Since then, the evidence that the attack was intentional has only grown. Two weeks ago, AP reported that “the Army Green Berets who requested the Oct. 3 airstrike on the Doctors without Borders trauma center in Afghanistan were aware it was a functioning hospital but believed it was under Taliban control.” Last night, NBC News cited a new MSF report with this headline: “U.S. Plane Shot Victims Fleeing Doctors Without Borders Hospital: Charity.” As the New York Times put it yesterdaythe “hospital was among the most brightly lit buildings in Kunduz on the night a circling American gunship destroyed it” and “spread across the hospital roof was a large white and red flag reading ‘Médecins Sans Frontières.’” For reasons that are increasingly understandable, the Obama administration is still adamantly refusing MSF’s demand for an independent investigation into what happened and why.

The Intercept

1: 

Refugee found dead after escaping Christmas Island detention centre

A Kurdish-Iranian refugee has been found dead on Christmas Island two days after he escaped from an immigration detention centre.

The man is understood to be Fazel Chegeni, who was in his 30s. He escaped from the North West Point detention centre on Friday or Saturday, and his body was found in bushland on Sunday. The cause of death is not yet known.
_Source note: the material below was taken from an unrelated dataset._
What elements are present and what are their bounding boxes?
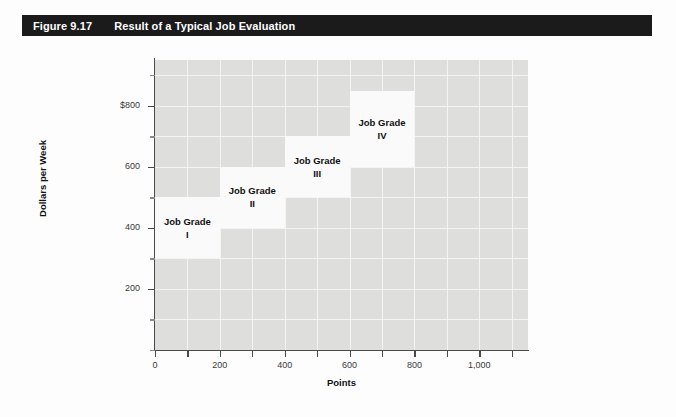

Chegeni arrived in Australia by boat in 2010, and in 2013 he was determined to be a refugee. He spent time at Curtin detention centre in Western Australia, where he was charged with involvement in an assault, and lived in the community in Melbourne. He was detained again by immigration authorities and taken to Wickham Point in Darwin, before being moved to Christmas Island about 10 weeks ago.

Friends told refugee advocates that Chegeni was suffering from serious mental health issues and had grown increasingly anxious about his detention. He had reportedly attempted suicide at least three times in recent weeks.

Australia’s Department of Immigration and Border Protection said Chegeni’s escape had been reported to federal police, who coordinated a search and discovered his body.

“Christmas Island detention centre remains calm and support services are available to all detainees and staff,” the department said in a statement. “As this matter is now subject to a coronial inquiry, the department will not be commenting.”

A spokesperson for the Refugee Action Coalition, Ian Rintoul, said Chegeni’s death was “another needless detention death, this time of a refugee who should never have been in detention.”